ARE WE nearing a dramatic moment in economic history? Before humans developed agriculture, the world population (and thus the world economy) doubled in size roughly every 250,000 years. After agriculture came about, the world economy doubled in size every 900 years.

After the Industrial Revolution growth accelerated again, and since the Second World War, the world economy has been doubling in size about every 15 years. These numbers have been collated by Robin Hanson of George Mason University in Virginia, and are based on educated guesses by economic historians.

Another step-change of a similar scale would double the size of the world economy between now and Christmas. That is hard to imagine, but a band of believers predict an economic "singularity". Hanson is one of them, and computer scientist Ray Kurzweil, author of The Singularity Is Near, is perhaps the most famous.

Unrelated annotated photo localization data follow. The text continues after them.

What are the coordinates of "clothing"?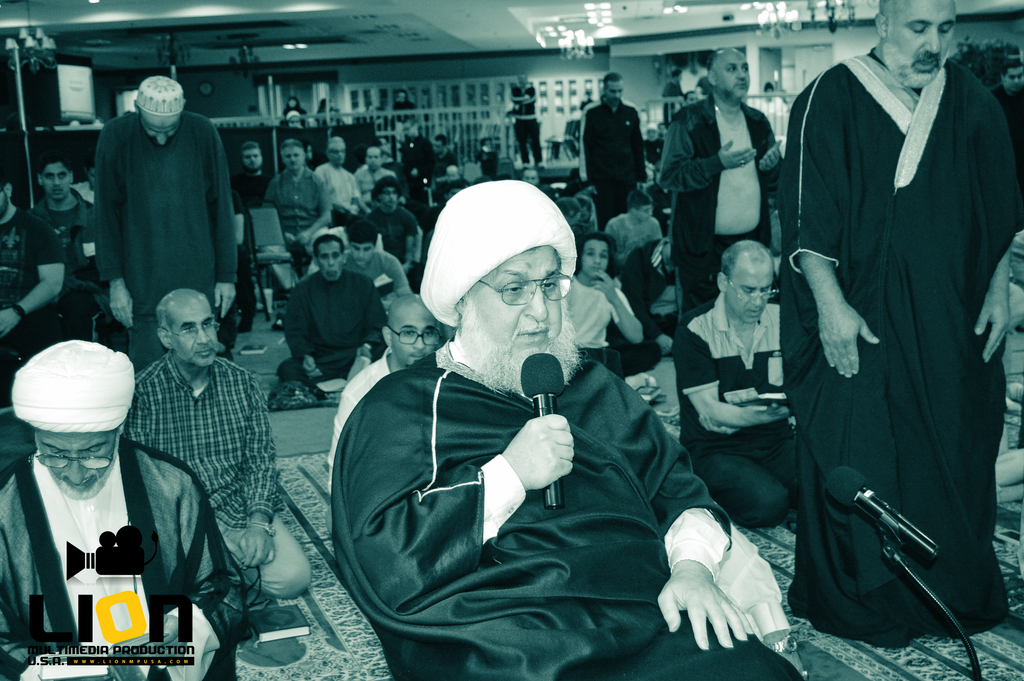
crop(3, 425, 251, 673).
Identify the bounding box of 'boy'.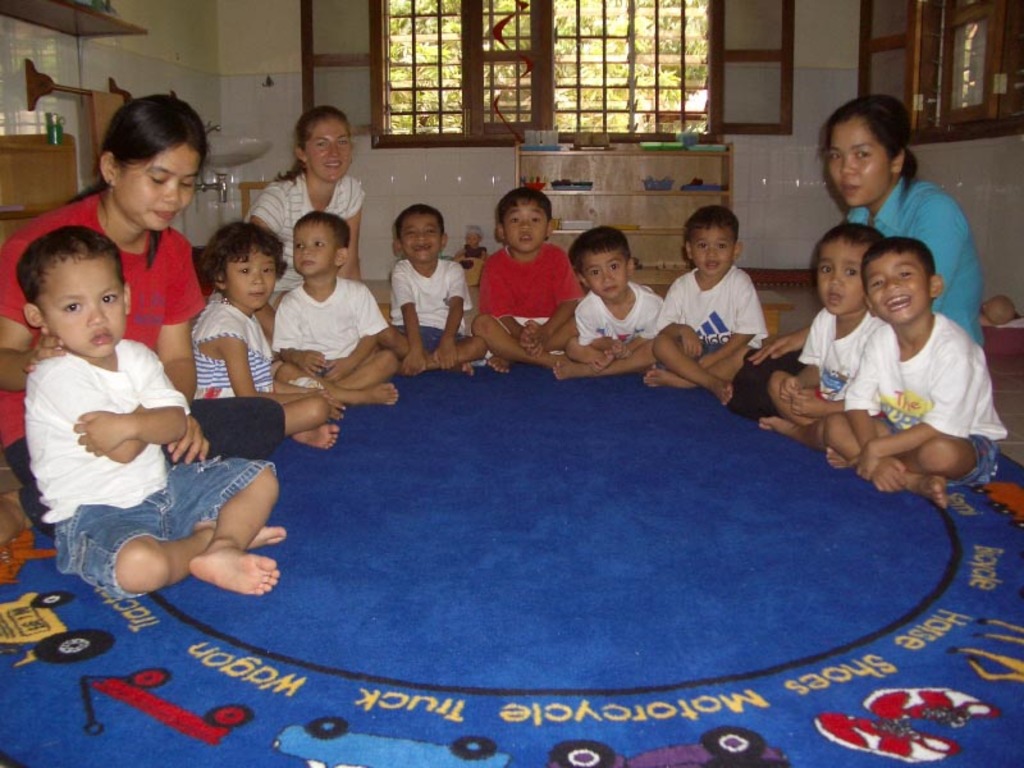
[left=756, top=221, right=883, bottom=458].
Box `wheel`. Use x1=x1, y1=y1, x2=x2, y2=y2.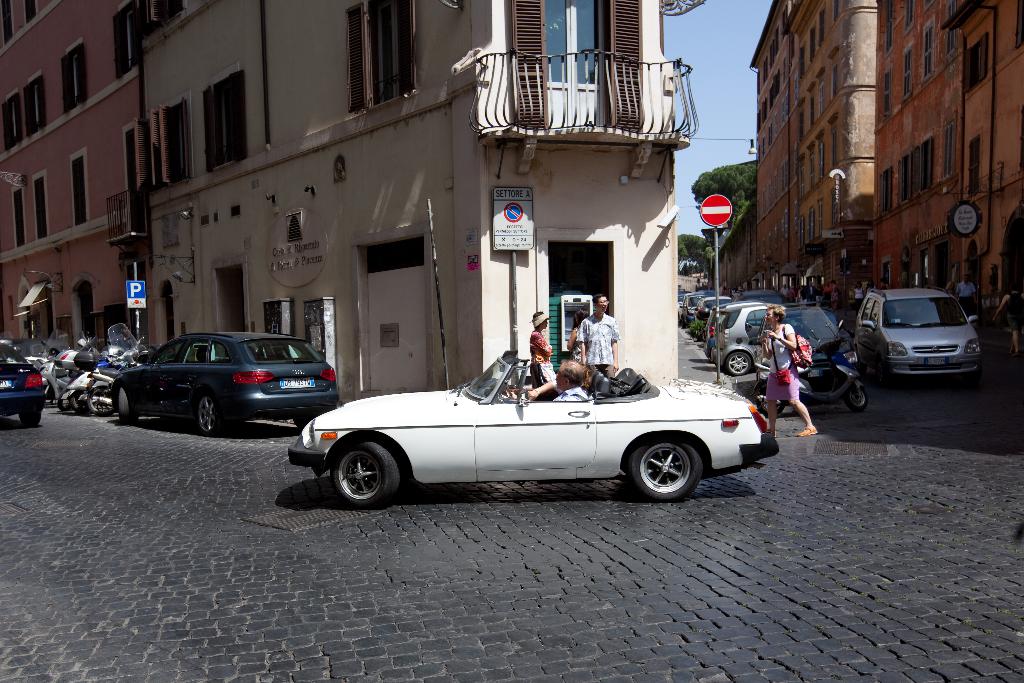
x1=727, y1=352, x2=752, y2=374.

The singularity would be a point at which new technologies would develop themselves — at a rate far beyond our comprehension. Our civilisation would be in the hands of cyborgs, genetically enhanced superbeings or something able to make itself smarter at a tremendous rate. The idea that the economy might double in size every few weeks no longer seems quite so unimaginable.

But it is one thing to imagine such a future. It is another thing to have confidence that it is approaching. Many economists point out that productivity growth has been sluggish for a long time, which hardly seems to be a precursor to a transformative economic take-off. Growth in advanced economies, far from accelerating, seems to require extraordinary stimulus to prevent it from stopping altogether.

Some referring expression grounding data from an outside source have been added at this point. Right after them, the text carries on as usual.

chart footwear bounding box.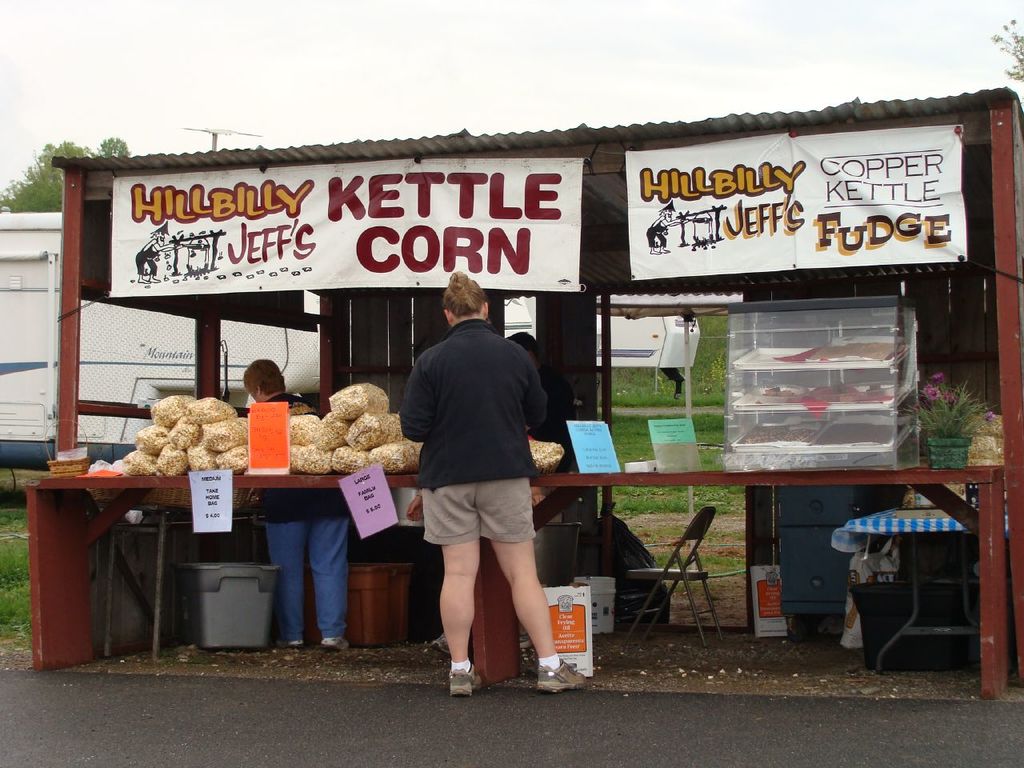
Charted: [left=534, top=655, right=586, bottom=696].
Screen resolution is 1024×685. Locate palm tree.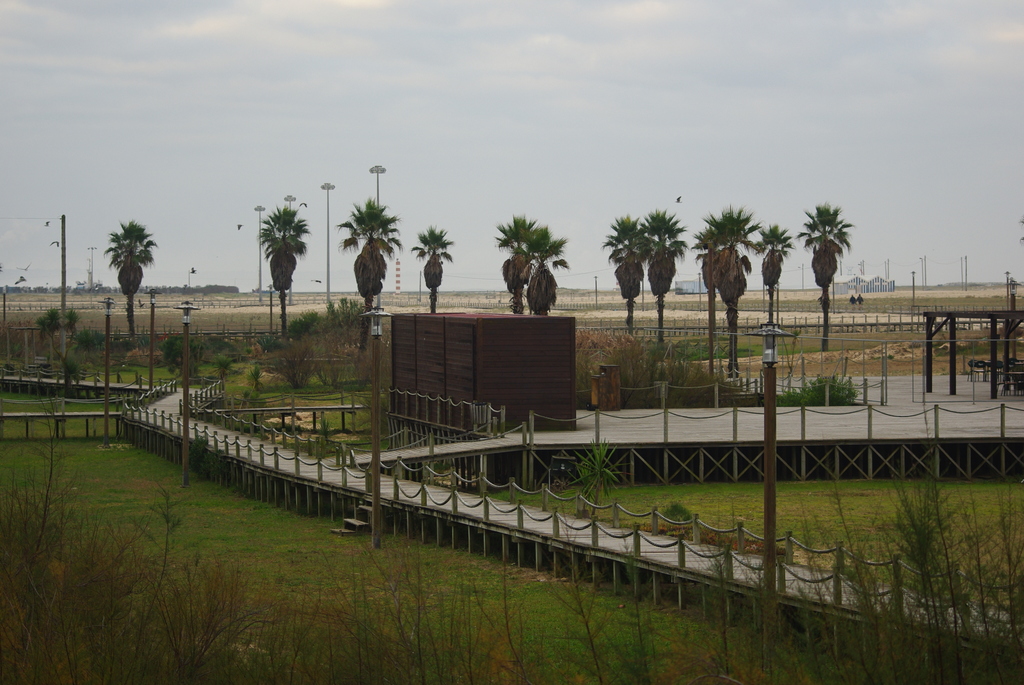
<box>744,213,789,344</box>.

Other economists are more bullish, reminding us of a basic fact about the rapid exponential growth in computing power: if it continues, then by definition growth in the future will dwarf growth in the past.

William Nordhaus of Yale University has published a research paper that aims to adjudicate on this debate. He proposes a series of tests to detect an imminent singularity, looking for evidence that either the forces of production or the goods we consume are being transformed by computing.

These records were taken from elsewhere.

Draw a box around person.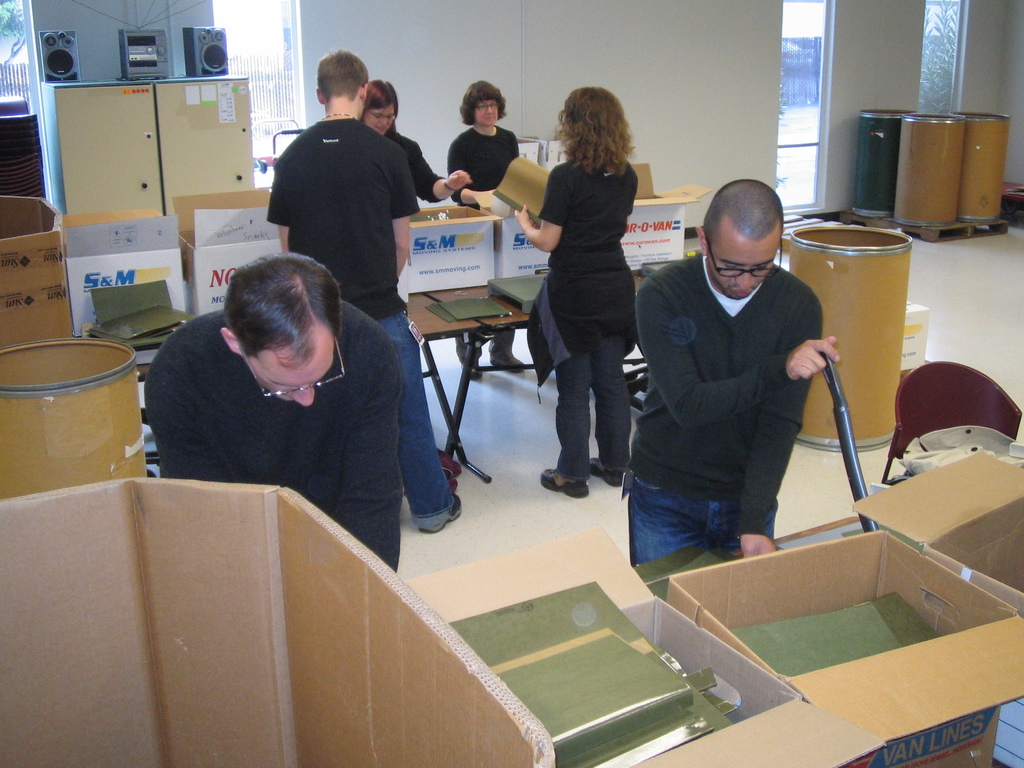
rect(438, 67, 524, 216).
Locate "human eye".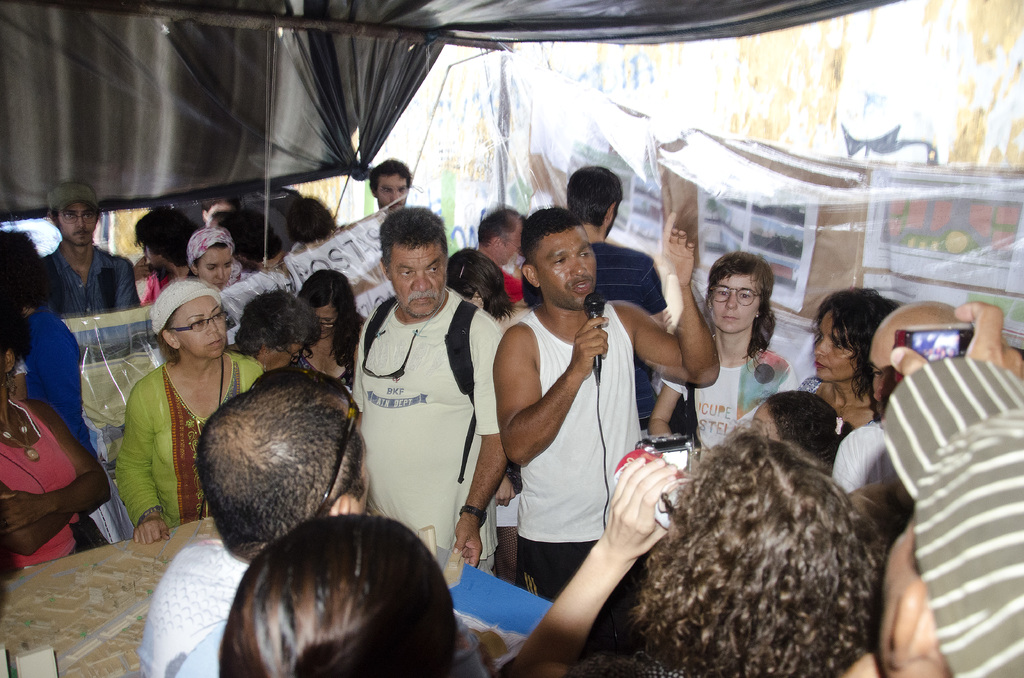
Bounding box: detection(815, 329, 824, 341).
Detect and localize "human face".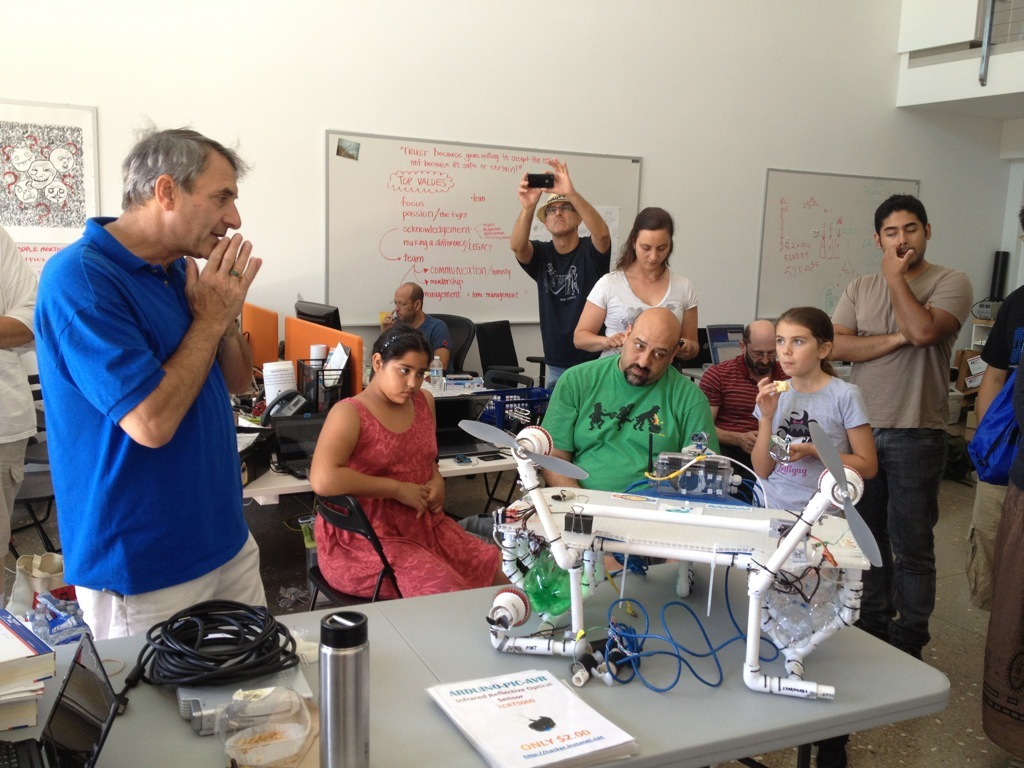
Localized at <bbox>881, 212, 923, 257</bbox>.
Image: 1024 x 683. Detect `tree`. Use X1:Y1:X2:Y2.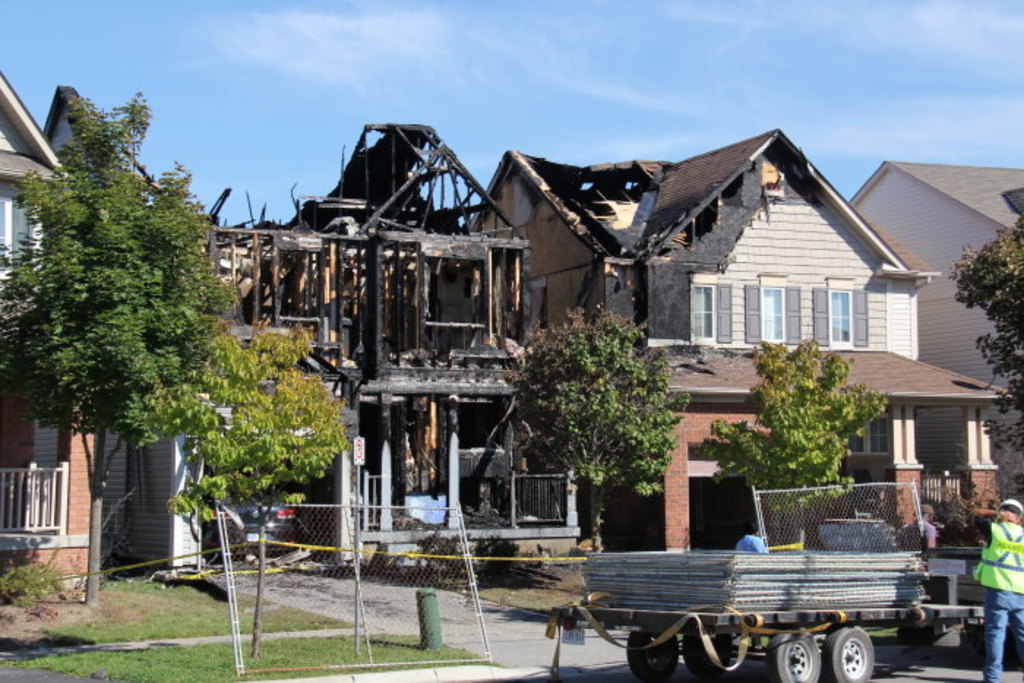
140:323:339:567.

His first test is on the demand side. Is it likely that singularity-prone products such as games, films and computers will eventually absorb most of our spending? The answer seems to be no. The proportion of spending on such products is falling because their price is collapsing. If this trend continues, limitless digital goods will be the intricate icing on a stodgy economic cake. Our economy will move at the pace of the slowest sectors, and we will be chained to productivity improvements in mundane products such as food, shelter and transportation. After all, we can’t eat smartphone apps. Perhaps, instead, computing will revolutionise how we produce these mundane products. An obvious second test, then, is to ask whether US productivity is accelerating. It isn’t.

Other tests look at the importance of investment goods in the economy. If the singularity is approaching, one might expect them to become very cheap and dominate economic output. Are the average prices of investment goods (which include computers and software, and buildings and machinery) falling relative to wages at an accelerating rate? The answer is no. What of the stock of capital relative to US economic output — is it rapidly rising? No.

So far, there is not much sign of a singularity in the data. But a couple of tests do point in that direction. The share of US national income accruing to capital rather than labour is rising, albeit at a modest pace, as one might expect as robots march into human affairs. And within the capital stock, the share of information assets such as software is increasing, although it is still only 6% or 7% of the total. Nordhaus argues that these two tests suggest a singularity is many decades away; his other tests all point in the wrong direction entirely.

The pro-singularity crowd might complain that conventional economic statistics do a poor job of measuring new products and services. A cellphone, for example, comes bundled with free products — a flashlight, satnav, an alarm clock and much more.

All this Mr Nordhaus acknowledges — he is a leading authority on measuring the value of goods that conventional statistics miss. He ponders back-of-the-envelope measures such as the time people spend consuming digital goods such as e-mail. But none of these efforts suggests anything transformative yet.

Perhaps this is complacency. In the movies, the robot takeover tends to be a sudden one. Perhaps cyborgs have kidnapped the real William Nordhaus and are using his name to spread disinformation. It is more likely, though, that the singularity is not near.